6.30.2008

Firebase Melanie

I recently came across some photos of my dad's firebase in Vietnam, where he served as a LRRP platoon leader. (I've been trying to get him to scan and Flickr his own photos, but it's near futile)



Also, I randomly found a blog post from a guy who apparently went to high school with my dad:
Ralph Bodenner: Class of 65 Ralph was known as an inventor. I believe it was Ralph who invented those sports goggles you wear with prescription lenses. In any event, during the years Ralph ran cross country at Dundee High School, who could forget the speed and endurance of Ralph Bodenner. On top of being the Worlds Fastest Long Distance Endurance Runner at the time, Ralph was a superb student, and genuine nice guy and I think he won some Good Citizenship Award as he was appreciated by students, teachers and administrators. I heard he was a life long military man and I believe that because he was such a good citizen.

Matt Bodenner EN1(SW)

My cousin just emailed me an update, with this photo:
(more here)

















On a destroyer. Somewhere in the ocean.

6.29.2008

Goings

I'm really bad about updating my blog, but here's a quick rundown of my summer so far:

I just got back from a week-long trip to Mt. Desert Island, ME, where my pal Pepper's family has a cabin on a long finger of land jutting into the coast. Absolutely idyllic. And relaxing, particularly since I was able to get away from politics and the Internet for a full week.

Activities included: lobster eating, clam/mussel catching, kayaking, hiking, reading, card playing, mini golfing, wood chopping, polar bearing, etc.

(more photos here)

Finished up the week with a wedding in Prouts Neck, ME.


(For July 4th, I'm headed to Provincetown, MA, where I'm staying at my old boss's beach house with my housemate, Patrick.)

5.26.2008

Liberal version of the flag-pin idiocy

Smart drugs

The Economist endorses off-label use of drugs like Provigil:
This drug is peddled on every street corner in America, and is found in every country in the world. It is psychoactive, a stimulant and addictive. Users say that it increases alertness and focus, and reduces fatigue. But the high does not last and addicts must keep consuming it in increasing quantities.

Put this way, sipping coffee sounds more like an abomination than the world's most accepted form of drug abuse. But centuries of familiarity have put people at their ease. In the coming years science is likely to create many novel drugs that boost memory, concentration and planning. These may well be less harmful than coffee—and will almost certainly be more useful. But will people treat them with as much tolerance?

5.20.2008

GOP eulogy

5.17.2008

This photographer recreates children's drawings.

Prompted by the CA Supreme Court ruling this week on gay marriage, I finally got around to picking up my copy of Virtually Normal.

In this particularly thought-provoking passage, Sullivan uses the logic of "natural law" to counter those who usually invoke it:
[N]ature seems to have provided a spontaneous and mysterious contrast that could conceivably be understood to complement -- even dramatize -- the central male-female order. [Homosexuality, like other deviations from the norm,] doesn't deny heterosexual primacy, but rather honors it by its rare and distinct otherness.

As albinos remind us of the brilliance of color; as redheads offer a startling contrast to the blandness of their peers; as genius teaches us, by contrast, the virtue of moderation; ... so the homosexual person might be seen as a natural foil to the heterosexual norm, a variation that does not eclipse the theme, but resonates with it. Extinguishing -- or prohibiting -- homosexuality is ... the real crime against nature, a refusal to accept the pied beauty of God's creation, a denial of the way in which the other need not threaten, but may actually give depth and contrast to the self.

5.15.2008

Name That Appeaser

"We need to figure out a way to develop some leverage ... and then sit down and talk with [Iran]. ... We can't go to a discussion and be completely the demander, with them not feeling that they need anything from us."

Listening to Bush today equate Obama's diplomatic posture towards Iran with Nazi appeasement (to which McCain agreed), you may assume those words are the Democratic nominee's. But they're not; Sec. of Defense Robert Gates said them yesterday. Will Bush call him a Nazi appeaser, too?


* Work request: Your response should contain exactly the lines running from the one with "Find the location" to the end of the data below, both included, and no pictures.

* Data for review:

★ ★ ★ ★ ★

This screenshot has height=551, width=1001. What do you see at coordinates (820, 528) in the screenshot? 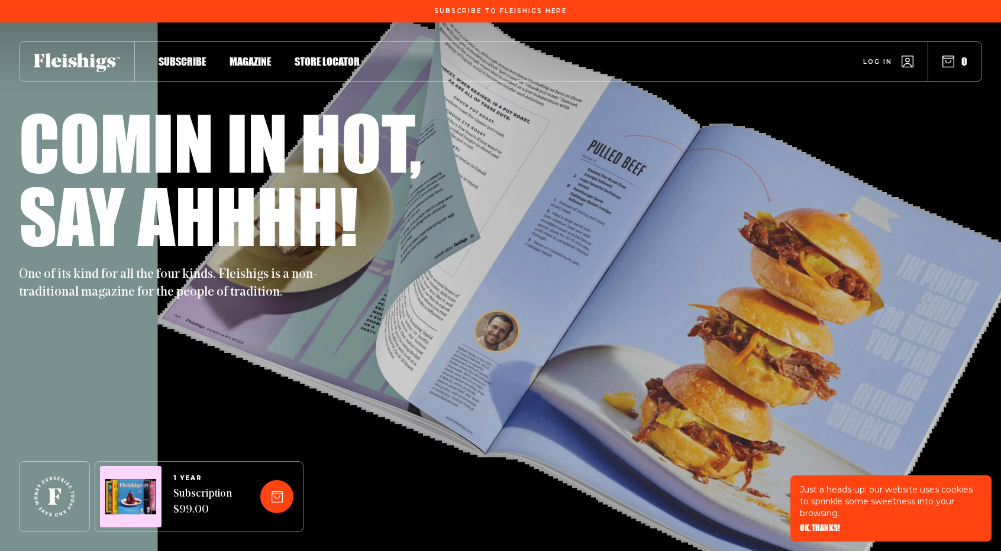
I see `span: OK, THANKS!` at bounding box center [820, 528].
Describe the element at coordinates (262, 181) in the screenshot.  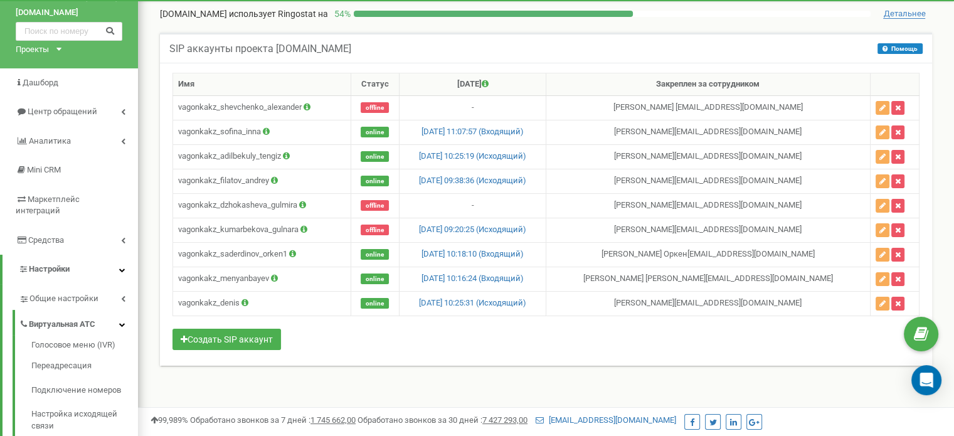
I see `td: vagonkakz_filatov_andrey` at that location.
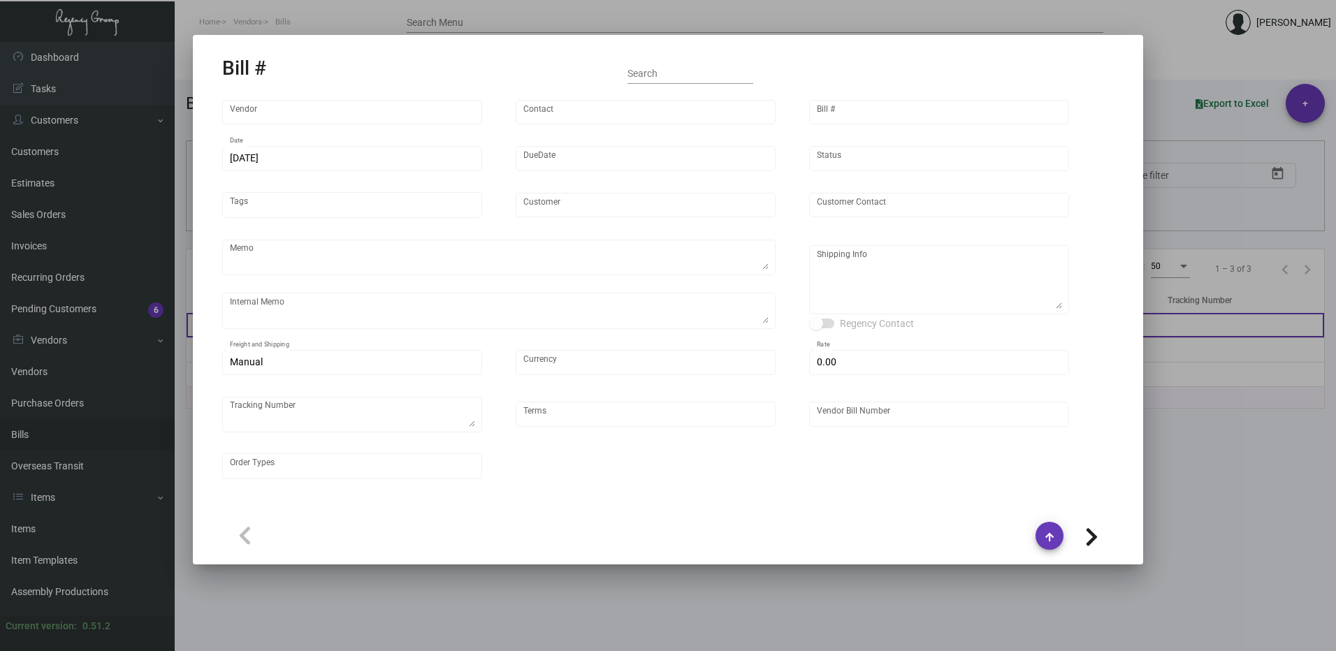  What do you see at coordinates (96, 626) in the screenshot?
I see `div: 0.51.2` at bounding box center [96, 626].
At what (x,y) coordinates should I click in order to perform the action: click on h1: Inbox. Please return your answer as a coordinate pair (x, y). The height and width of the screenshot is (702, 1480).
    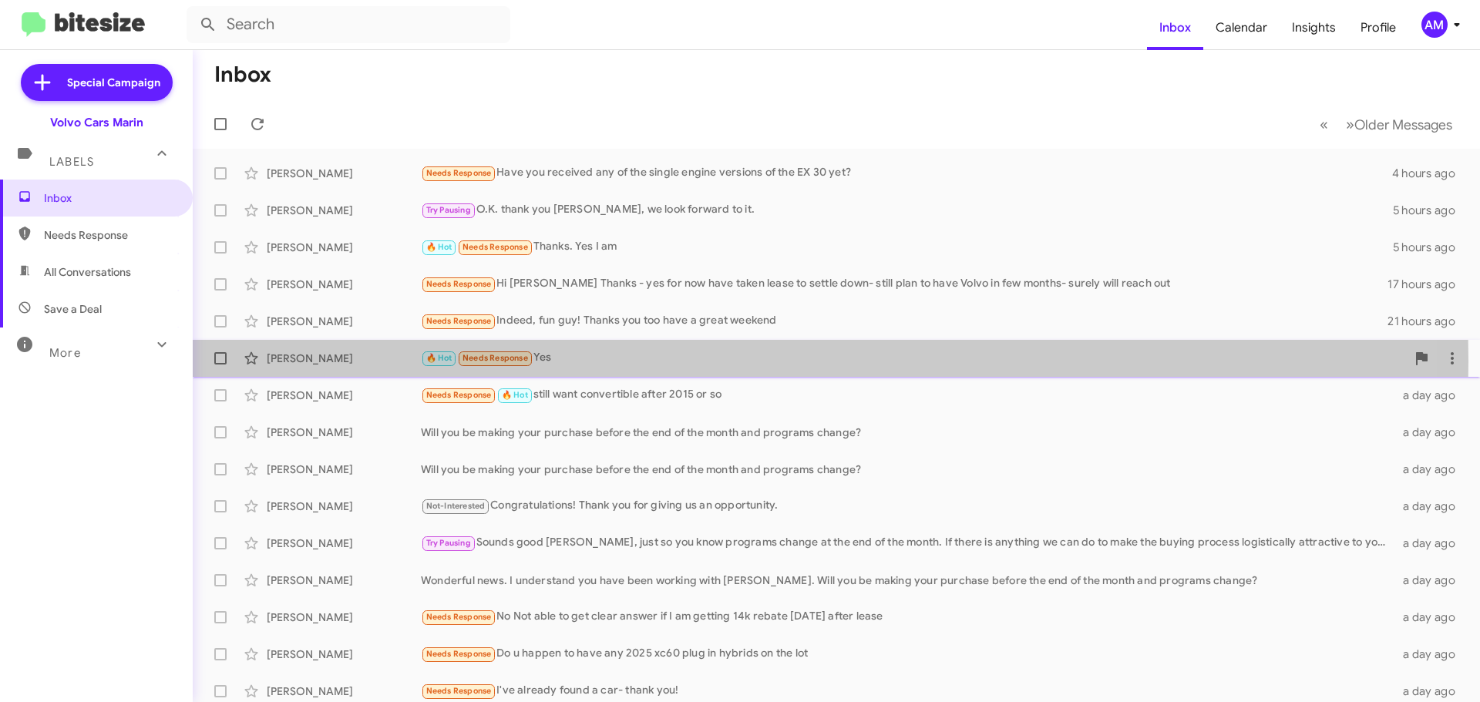
    Looking at the image, I should click on (243, 75).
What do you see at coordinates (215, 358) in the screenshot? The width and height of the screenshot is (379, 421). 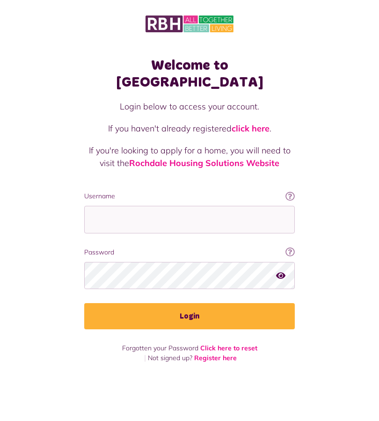 I see `a: Register here` at bounding box center [215, 358].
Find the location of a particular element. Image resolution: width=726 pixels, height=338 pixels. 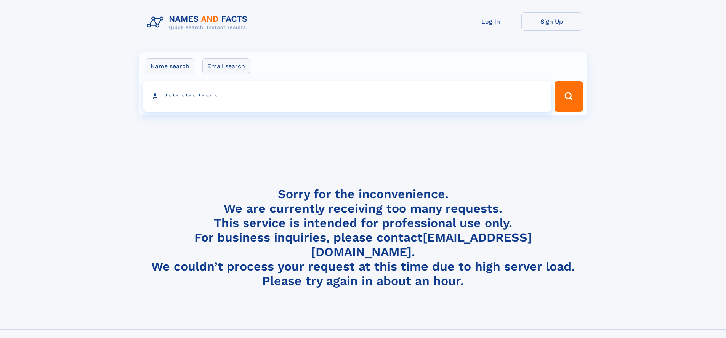

label: Name search is located at coordinates (170, 66).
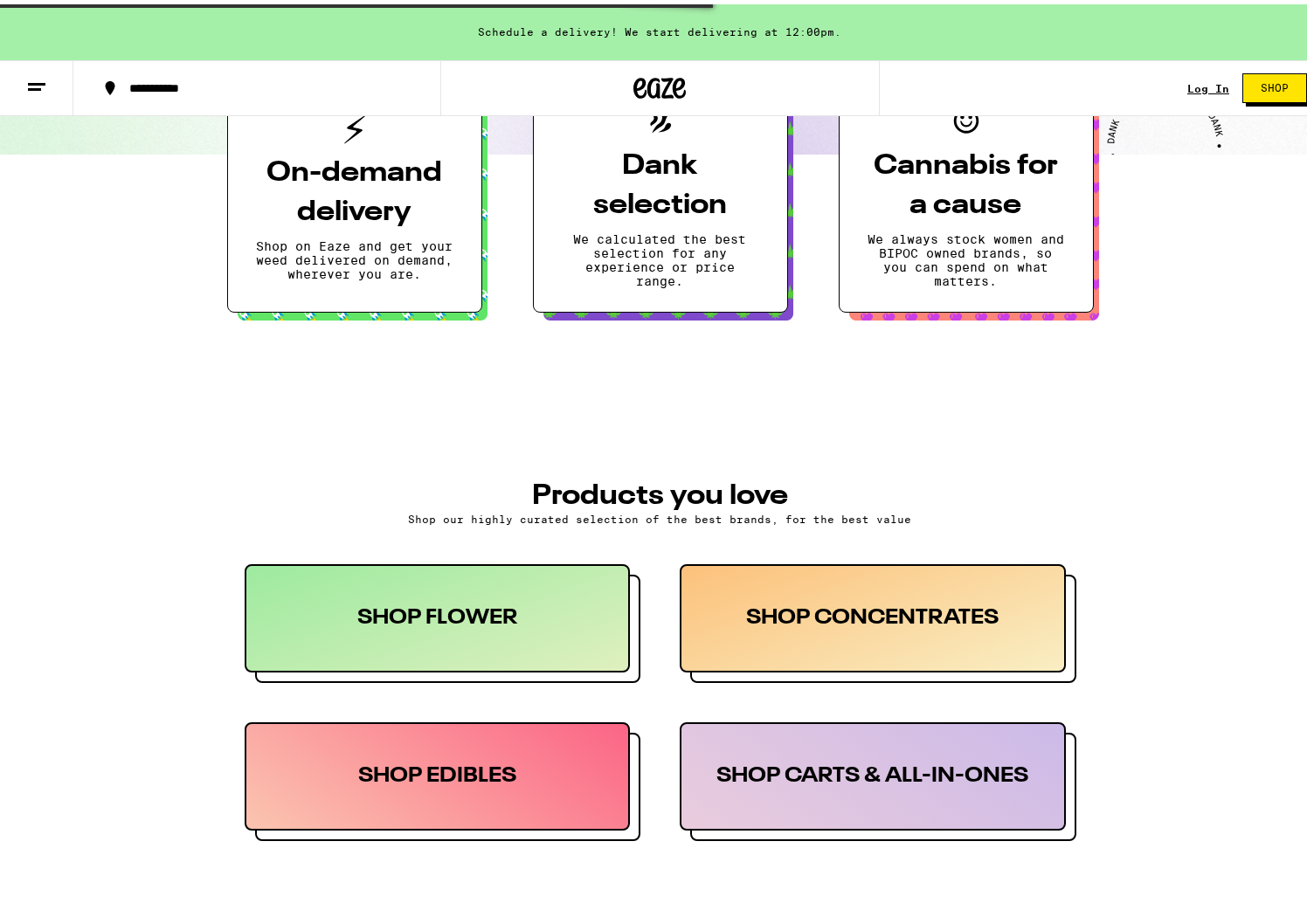 The width and height of the screenshot is (1307, 924). Describe the element at coordinates (878, 619) in the screenshot. I see `button: SHOP CONCENTRATES` at that location.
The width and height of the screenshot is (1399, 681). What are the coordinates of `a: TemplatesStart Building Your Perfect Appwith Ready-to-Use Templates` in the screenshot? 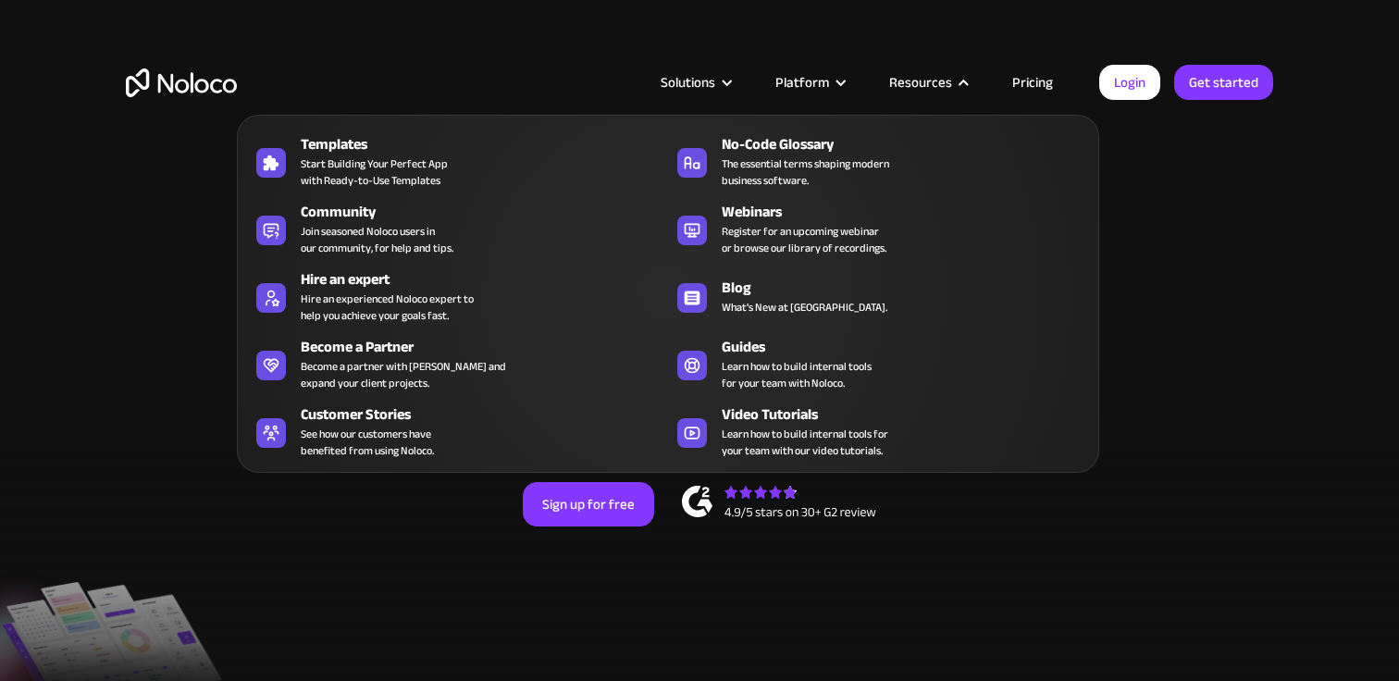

★ ★ ★ ★ ★

* Solution for this problem:
Find the location of a particular element. Image resolution: width=726 pixels, height=338 pixels. 

label: Name search is located at coordinates (170, 66).
 The width and height of the screenshot is (1307, 924). Describe the element at coordinates (878, 619) in the screenshot. I see `button: SHOP CONCENTRATES` at that location.
The width and height of the screenshot is (1399, 681). What are the coordinates of `a: TemplatesStart Building Your Perfect Appwith Ready-to-Use Templates` in the screenshot? 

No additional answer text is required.